Britain's largest mortgage lender has shunned stock trading and merger advisory as part of an effort to be simpler and focus on businesses where it excels. But the firm's markets business - which houses bond underwriting, foreign exchange and derivatives trading for its largest corporate clients as well as a private-equity unit - generated about a third of the £4.7 billion (S$8.1 billion) of revenue at its commercial bank last year.

And the head of the operation, Andrew Bester, said his unit could grow if client demand increases as other banks in the region scale back.

"Are there opportunities where we would be putting on more resource? The answer is yes," he said in an interview in his office at the bank's headquarters in the City of London. "But ultimately it's going to be demand led. Nowhere on our platform are we placing big product-led bets." The phrase "investment bank" might as well be verboten under Chief Executive Officer Antonio Horta-Osorio, who's made a virtue of pulling Lloyds out of risky activities following the bank's bailout in the financial crisis. The markets business accounts for about 10 per cent of Lloyds's £17.5 billion in total revenue.

"We are not focused at all in investment banking, that was an area I declined to do in our strategy, and we have shut some areas that we had," Mr Horta-Osorio told reporters at a meeting alongside annual results last month. Lloyds does "nothing like the investment banks. Each one should stick to its specialty." Lloyds's markets business grew revenue by 8 per cent in the second half of last year versus the first six months of 2016, according to its annual results, which don't break out performance in detail. Corporate clients bought more currency hedging products after Britain voted to leave the European Union, while the bank also saw "good activity" across securitization, bond business and loan financing, according to Bester.
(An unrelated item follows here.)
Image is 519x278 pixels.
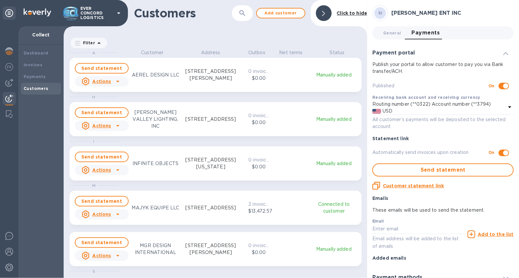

Unlike full-service global securities firms, Lloyds doesn't do takeover advice, equity capital markets, stock trading and prime brokerage services to hedge funds. Still, its revenue of about £1.6 billion roughly matches that of Royal Bank of Scotland Group Plc's NatWest Markets division, which was once among the largest investment banks in the world before following Lloyds to focus on Britain.

Like Wells Fargo & Co in the US, Lloyds must balance a desire to offer more services to its biggest corporate clients while avoiding volatile businesses that would risk the premium investors have placed on their steady consumer-focused operations. The London-based bank trades above its book value, while European securities firms such as Barclays Plc and Credit Suisse Group AG are worth less than theirs.